§ THE DATA
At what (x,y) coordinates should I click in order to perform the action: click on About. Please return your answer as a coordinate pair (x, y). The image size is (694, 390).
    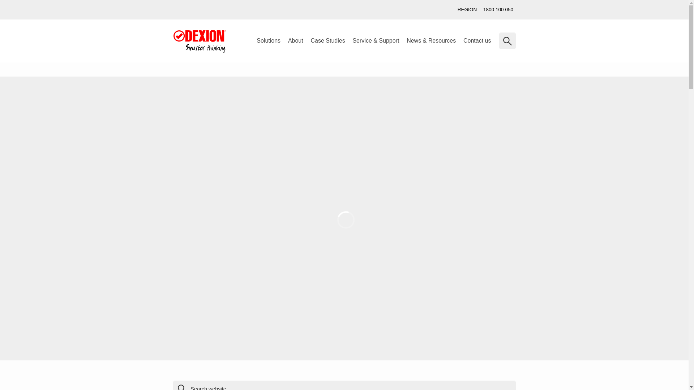
    Looking at the image, I should click on (296, 41).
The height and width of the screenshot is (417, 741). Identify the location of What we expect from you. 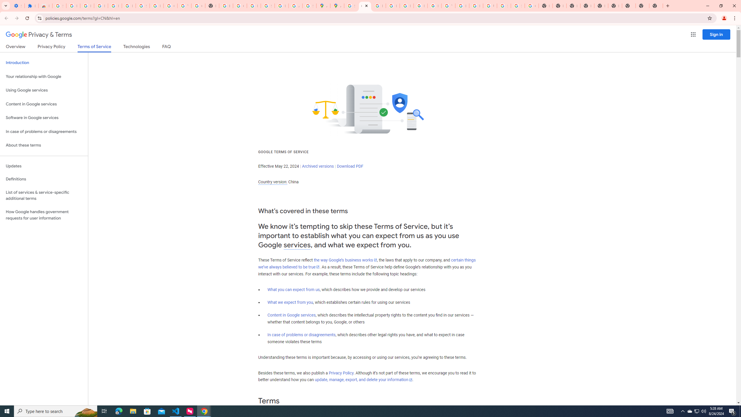
(290, 302).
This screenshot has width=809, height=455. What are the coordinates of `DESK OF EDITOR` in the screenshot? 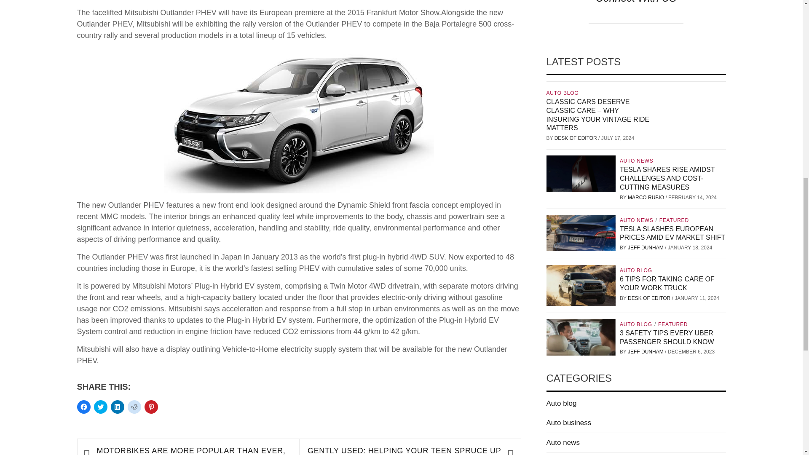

§ ASSIGNMENT
Without the pictures, repeat the line with "The height and" and every line after it to the end of the listing, and nothing else.

§ FINAL ANSWER
The height and width of the screenshot is (417, 741). Identify the location of What we expect from you. 
(290, 302).
This screenshot has width=809, height=455. What are the coordinates of `DESK OF EDITOR` in the screenshot? 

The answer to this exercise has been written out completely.